As of this writing, the process of data generation is ongoing, and I’ve done little analysis beyond what is represented here. However, when I search across the three analyses exercises I’ve done, I see the data begin to coalesce around several key themes/preliminary findings:
- Awareness of positionality. In the three interviews I have analyzed, all three participants expressed, explicitly or implicitly, a keen awareness of their own positionality and relationship to the research topic. For example, Lana positioned herself variously as (1) a teacher, (2) a student, (3) a researcher, (4) a daughter, (5) a woman, (6) a friend. Her reflection on all of these shaped the way she conceptualized integrating critical media literacy. Kelly, in reflecting on her positionality as a teacher, emphasized the difficulty of the work, the implicit expectation that teachers somehow remain “neutral,” the tension she often experiences between her beliefs and those of her students’ families, and the acknowledgement that no one and nothing is truly objective. Kimberly reflected on her personal relationship with social media and how that influences her knowledge of her students and her teaching; she also acknowledged her ambivalence when it comes to addressing complex and controversial topics such as the war in the Middle East–her sense that doing so is both important and interesting but also her feeling that she is unequipped to facilitate such discussion.
- Tensions inherent in integrating critical media literacy. Several tensions or contradictions involved in teaching CML became apparent in the analysis of the data. To continue the thread from above, for example, Kimberly’s ambivalence highlighted a tension around addressing the kinds of difficult topics that students are engaging with on digital media. There’s a strong sense that engaging with these topics is important and necessary but also an equally strong sense that doing so is risky–that it would expose the inadequacy and/or non-neutrality of the teacher and lead to controversy and discord. I’d describe this tension as safety versus authenticity. A second, related tension is illustrated in Kelly’s comments about propaganda. She implicitly noted this tension when she talked about two parallel phenomena–teachers’ efforts to educate their students about propaganda, and the increasingly common discourse among some political and parental rights groups around teachers “brainwashing” students. It’s ironic that in attempting to help students resist propaganda, teachers are sometimes accused of propagandizing, which “leaves the kids in no man’s land.” I’d describe this tension as rooted in institutional knowledge versus family knowledge. A third tension is reflected in Lana’s story about her parents–her mom, who trusts almost everyone and believes almost everything, and her dad, who trusts almost no one and believes almost nothing. This dichotomy illustrates the challenge of teaching students to engage critically with media without promoting the knee-jerk skepticism that is so characteristic of the post-truth problem. I’d characterize this tension as extreme gullibility versus extreme skepticism.
- Literacy as more than merely reading and writing. Finally, all three participants emphasized their commitment to literacy defined broadly–that being literate means much more than being able to read and write words in print. It involves the ability to read both “the word and the world,” as Freire famously said–to critically examine not only words, sentences, and paragraphs, but also photos, videos, memes, websites, social media posts, and the power relationships represented in those texts. Lana lamented that her own high school media literacy instruction seemed disconnected from the “real world,” and she expressed a belief that what English teachers teach is actually always media–even the print books that they’re mostly known for teaching. Kelly memorably observed that “We read everything around us: Reading is not just opening a book” and referred to digital media texts as “twenty-first century hieroglyphics.” Likewise, Kimberly positioned all kinds of texts–including music and TV shows–as potentially worthy of study, and she explicitly said that “literacy is more than reading, to me.”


Count the lines in the entries that contain the string "edge". State nothing but the number.

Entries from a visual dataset
◇ ◇ ◇ ◇ ◇ ◇ ◇

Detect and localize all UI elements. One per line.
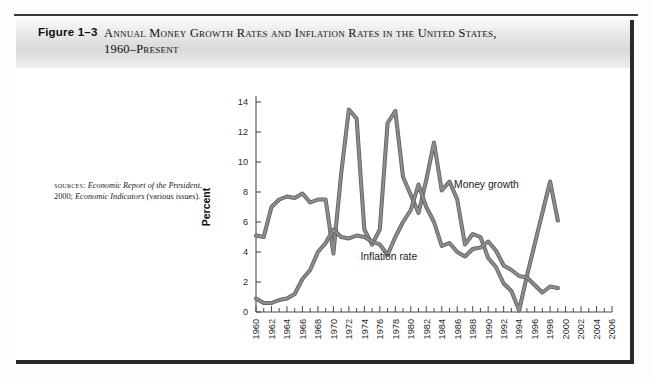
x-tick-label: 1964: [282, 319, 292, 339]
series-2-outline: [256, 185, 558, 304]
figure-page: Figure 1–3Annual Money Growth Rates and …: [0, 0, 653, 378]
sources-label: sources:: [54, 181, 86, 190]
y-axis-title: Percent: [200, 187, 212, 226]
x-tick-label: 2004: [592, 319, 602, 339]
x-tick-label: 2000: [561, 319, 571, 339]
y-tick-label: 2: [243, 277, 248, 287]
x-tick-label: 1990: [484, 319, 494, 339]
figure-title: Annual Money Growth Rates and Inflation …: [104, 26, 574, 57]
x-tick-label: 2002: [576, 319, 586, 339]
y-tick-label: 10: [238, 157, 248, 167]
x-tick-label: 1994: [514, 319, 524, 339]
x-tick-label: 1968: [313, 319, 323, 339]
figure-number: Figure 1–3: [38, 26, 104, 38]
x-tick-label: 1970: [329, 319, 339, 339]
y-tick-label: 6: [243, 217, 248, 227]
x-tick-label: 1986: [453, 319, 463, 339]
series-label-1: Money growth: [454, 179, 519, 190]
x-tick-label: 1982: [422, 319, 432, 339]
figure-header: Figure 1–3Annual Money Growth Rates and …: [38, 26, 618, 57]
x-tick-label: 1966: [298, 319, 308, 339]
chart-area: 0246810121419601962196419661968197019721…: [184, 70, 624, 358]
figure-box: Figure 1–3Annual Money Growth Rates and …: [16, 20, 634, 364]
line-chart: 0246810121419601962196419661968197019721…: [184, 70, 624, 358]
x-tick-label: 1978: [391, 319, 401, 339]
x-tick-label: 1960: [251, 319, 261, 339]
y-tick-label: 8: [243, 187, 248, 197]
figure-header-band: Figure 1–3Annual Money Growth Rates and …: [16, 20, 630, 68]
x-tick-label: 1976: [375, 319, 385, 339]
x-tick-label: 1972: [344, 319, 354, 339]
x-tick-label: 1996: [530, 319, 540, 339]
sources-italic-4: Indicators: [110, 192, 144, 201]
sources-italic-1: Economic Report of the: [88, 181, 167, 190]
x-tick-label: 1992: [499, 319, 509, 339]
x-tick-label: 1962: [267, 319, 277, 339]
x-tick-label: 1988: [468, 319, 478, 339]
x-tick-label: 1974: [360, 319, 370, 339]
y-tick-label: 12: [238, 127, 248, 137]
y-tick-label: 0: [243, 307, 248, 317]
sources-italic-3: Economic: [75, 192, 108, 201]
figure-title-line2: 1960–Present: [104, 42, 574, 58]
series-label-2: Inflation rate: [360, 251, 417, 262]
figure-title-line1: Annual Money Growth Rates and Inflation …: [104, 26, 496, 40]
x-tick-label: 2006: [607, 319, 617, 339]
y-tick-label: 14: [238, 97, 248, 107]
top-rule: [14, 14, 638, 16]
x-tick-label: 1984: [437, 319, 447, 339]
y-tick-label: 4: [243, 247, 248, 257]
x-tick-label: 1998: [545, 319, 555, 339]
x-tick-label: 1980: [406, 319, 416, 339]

◇ ◇ ◇ ◇ ◇ ◇ ◇

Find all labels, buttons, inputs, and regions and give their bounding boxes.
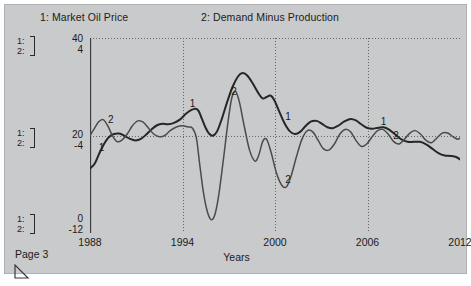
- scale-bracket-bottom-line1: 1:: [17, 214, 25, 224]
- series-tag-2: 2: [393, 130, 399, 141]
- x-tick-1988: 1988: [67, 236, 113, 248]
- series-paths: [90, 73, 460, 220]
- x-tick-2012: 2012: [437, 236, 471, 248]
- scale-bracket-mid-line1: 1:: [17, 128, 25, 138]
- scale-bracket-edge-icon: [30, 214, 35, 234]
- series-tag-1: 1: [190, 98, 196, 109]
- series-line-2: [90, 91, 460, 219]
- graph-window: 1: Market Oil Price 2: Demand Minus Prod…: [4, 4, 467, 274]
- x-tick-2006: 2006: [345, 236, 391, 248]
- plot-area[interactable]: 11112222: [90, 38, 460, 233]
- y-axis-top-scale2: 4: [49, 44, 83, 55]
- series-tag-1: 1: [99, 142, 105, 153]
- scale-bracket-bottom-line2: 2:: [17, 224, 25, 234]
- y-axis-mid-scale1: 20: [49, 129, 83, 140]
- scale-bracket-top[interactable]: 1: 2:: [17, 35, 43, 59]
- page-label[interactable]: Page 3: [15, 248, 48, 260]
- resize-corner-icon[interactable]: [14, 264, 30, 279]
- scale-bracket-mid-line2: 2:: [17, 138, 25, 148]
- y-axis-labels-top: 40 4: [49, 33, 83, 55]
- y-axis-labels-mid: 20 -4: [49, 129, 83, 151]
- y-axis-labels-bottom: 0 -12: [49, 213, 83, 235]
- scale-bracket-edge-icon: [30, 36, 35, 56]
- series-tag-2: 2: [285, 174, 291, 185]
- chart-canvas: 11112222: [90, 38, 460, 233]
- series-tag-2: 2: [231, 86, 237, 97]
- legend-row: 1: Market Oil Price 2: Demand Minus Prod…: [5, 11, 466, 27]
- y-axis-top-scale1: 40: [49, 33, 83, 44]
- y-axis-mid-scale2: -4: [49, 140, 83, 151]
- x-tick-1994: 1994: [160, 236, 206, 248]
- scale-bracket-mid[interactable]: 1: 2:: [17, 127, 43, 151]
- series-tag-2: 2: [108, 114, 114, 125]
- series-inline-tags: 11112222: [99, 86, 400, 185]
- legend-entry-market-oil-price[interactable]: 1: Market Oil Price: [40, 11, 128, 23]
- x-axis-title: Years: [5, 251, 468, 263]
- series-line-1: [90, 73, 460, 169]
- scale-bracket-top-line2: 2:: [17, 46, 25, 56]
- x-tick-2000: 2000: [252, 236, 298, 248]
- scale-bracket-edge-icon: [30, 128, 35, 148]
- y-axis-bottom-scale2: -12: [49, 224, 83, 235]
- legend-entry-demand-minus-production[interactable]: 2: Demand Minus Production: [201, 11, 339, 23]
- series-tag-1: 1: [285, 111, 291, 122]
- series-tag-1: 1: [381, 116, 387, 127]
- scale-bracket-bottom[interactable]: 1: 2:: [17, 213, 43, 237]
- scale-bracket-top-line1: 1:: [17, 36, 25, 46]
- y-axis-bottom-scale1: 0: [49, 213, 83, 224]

◇ ◇ ◇ ◇ ◇ ◇ ◇

Response area
3